Isaiah 59:2-3
Context59:2 But your sinful acts have alienated you from your God;
your sins have caused him to reject you and not listen to your prayers. 1
59:3 For your hands are stained with blood
and your fingers with sin;
your lips speak lies,
your tongue utters malicious words.
Jeremiah 7:8-10
Context7:8 “‘But just look at you! 2 You are putting your confidence in a false belief 3 that will not deliver you. 4 7:9 You steal. 5 You murder. You commit adultery. You lie when you swear on oath. You sacrifice to the god Baal. You pay allegiance to 6 other gods whom you have not previously known. 7:10 Then you come and stand in my presence in this temple I have claimed as my own 7 and say, “We are safe!” You think you are so safe that you go on doing all those hateful sins! 8
Micah 3:9-11
Context3:9 Listen to this, you leaders of the family 9 of Jacob,
you rulers of the nation 10 of Israel!
You 11 hate justice
and pervert all that is right.
3:10 You 12 build Zion through bloody crimes, 13
Jerusalem 14 through unjust violence.
3:11 Her 15 leaders take bribes when they decide legal cases, 16
her priests proclaim rulings for profit,
and her prophets read omens for pay.
Yet they claim to trust 17 the Lord and say,
“The Lord is among us. 18
Disaster will not overtake 19 us!”
[59:2] 1 tn Heb “and your sins have caused [his] face to be hidden from you so as not to hear.”

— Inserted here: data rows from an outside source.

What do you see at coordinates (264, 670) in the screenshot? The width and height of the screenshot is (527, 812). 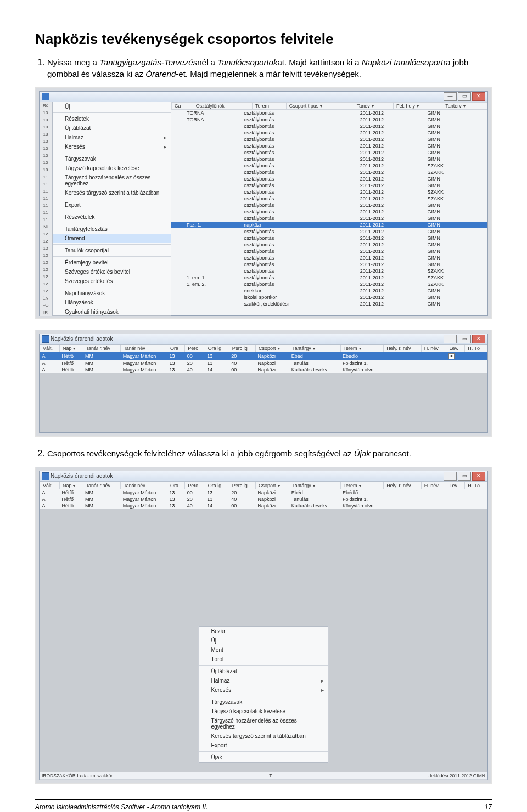 I see `menu-item: Új táblázat` at bounding box center [264, 670].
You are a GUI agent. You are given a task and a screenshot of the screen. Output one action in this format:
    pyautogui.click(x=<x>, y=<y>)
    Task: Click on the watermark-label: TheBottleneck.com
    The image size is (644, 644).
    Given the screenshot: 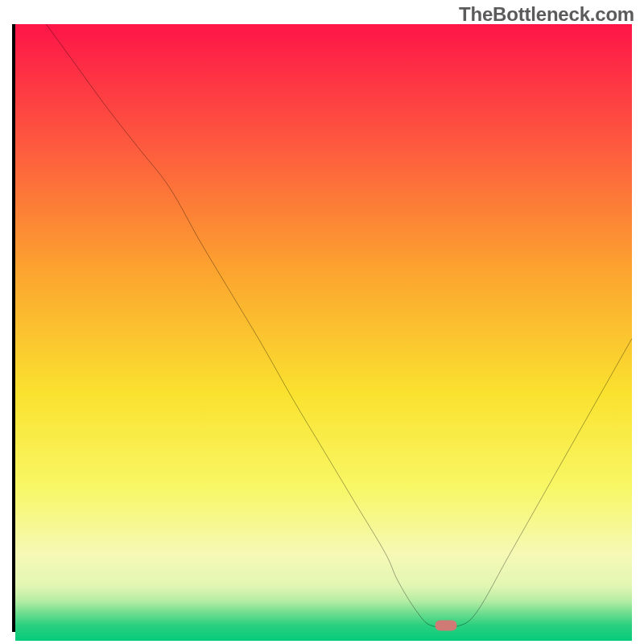 What is the action you would take?
    pyautogui.click(x=547, y=14)
    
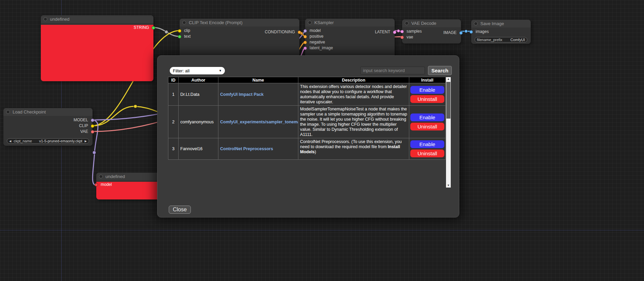 This screenshot has width=644, height=281. I want to click on scrollbar-thumb, so click(448, 100).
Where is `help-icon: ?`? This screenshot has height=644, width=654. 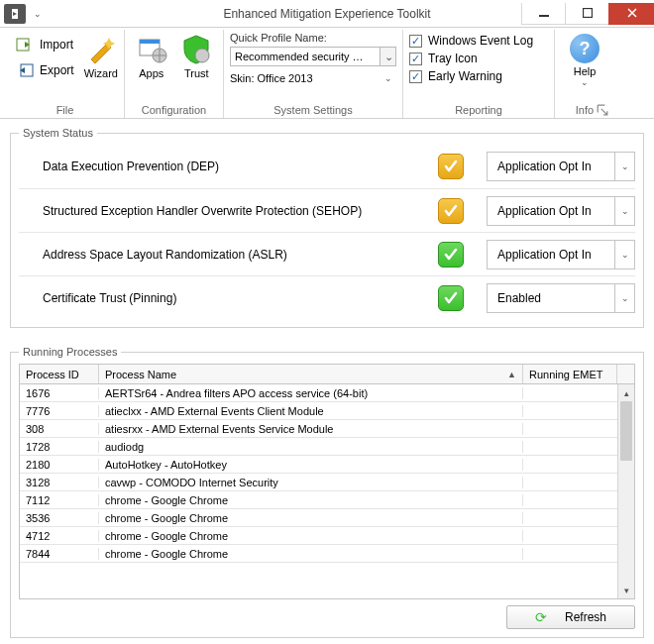
help-icon: ? is located at coordinates (585, 49).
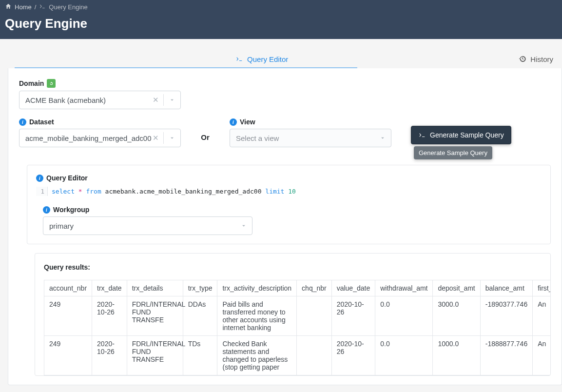 The height and width of the screenshot is (392, 562). Describe the element at coordinates (310, 122) in the screenshot. I see `view-label: i View` at that location.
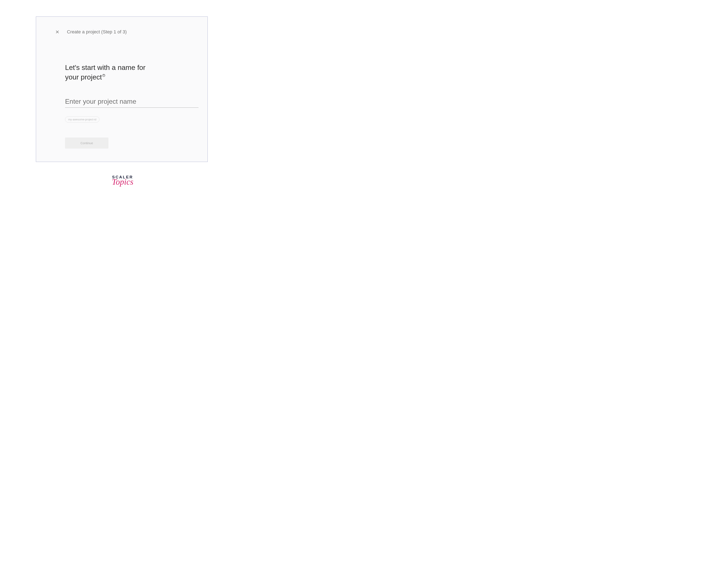 The height and width of the screenshot is (588, 709). What do you see at coordinates (104, 76) in the screenshot?
I see `help-icon` at bounding box center [104, 76].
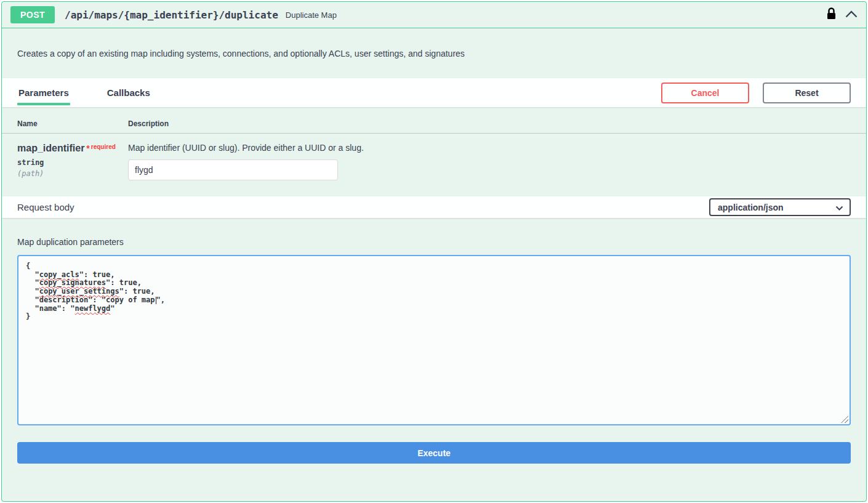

[7:8] 3 tn Heb “You are trusting in lying words.” See the similar phrase in v. 4 and the note there.
[7:8] 4 tn Heb “not profit [you].”
[7:9] 5 tn Heb “Will you steal…then say, ‘We are safe’?” Verses 9-10 are one long sentence in the Hebrew text.
[7:9] 6 tn Heb “You go/follow after.” See the translator’s note at 2:5 for an explanation of the idiom involved here.
[7:10] 7 tn Heb “over which my name is called.” For this nuance of this idiom cf. BDB 896 s.v. קָרָא Niph.2.d(4) and see the usage in 2 Sam 12:28.
[7:10] 8 tn Or “‘We are safe!’ – safe, you think, to go on doing all those hateful things.” Verses 9-10 are all one long sentence in the Hebrew text. It has been broken up for English stylistic reasons. Somewhat literally it reads “Will you steal…then come and stand…and say, ‘We are safe’ so as to/in order to do…” The Hebrew of v. 9 has a series of infinitives which emphasize the bare action of the verb without the idea of time or agent. The effect is to place a kind of staccato like emphasis on the multitude of their sins all of which are violations of one of the Ten Commandments. The final clause in v. 8 expresses purpose or result (probably result) through another infinitive. This long sentence is introduced by a marker (ה interrogative in Hebrew) introducing a rhetorical question in which God expresses his incredulity that they could do these sins, come into the temple and claim the safety of his protection, and then go right back out and commit the same sins. J. Bright (Jeremiah [AB], 52) catches the force nicely: “What? You think you can steal, murder…and then come and stand…and say, ‘We are safe…’ just so that you can go right on…”
[3:9] 11 tn Heb “who.” A new sentence was begun here in the translation for stylistic reasons (also at the beginning of v. 10).
[3:10] 13 tn Heb “bloodshed” (so NAB, NASB, NIV); NLT “murder.”
[3:10] 14 map For location see Map5 B1; Map6 F3; Map7 E2; Map8 F2; Map10 B3; JP1 F4; JP2 F4; JP3 F4; JP4 F4.
[3:11] 15 sn The pronoun Her refers to Jerusalem (note the previous line).
[3:11] 16 tn Heb “judge for a bribe.”
[3:11] 17 tn Heb “they lean upon” (so KJV, NIV, NRSV); NAB “rely on.”
[3:11] 18 tn Heb “Is not the
[3:11] 19 tn Or “come upon” (so many English versions); NCV “happen to us”; CEV “come to us.”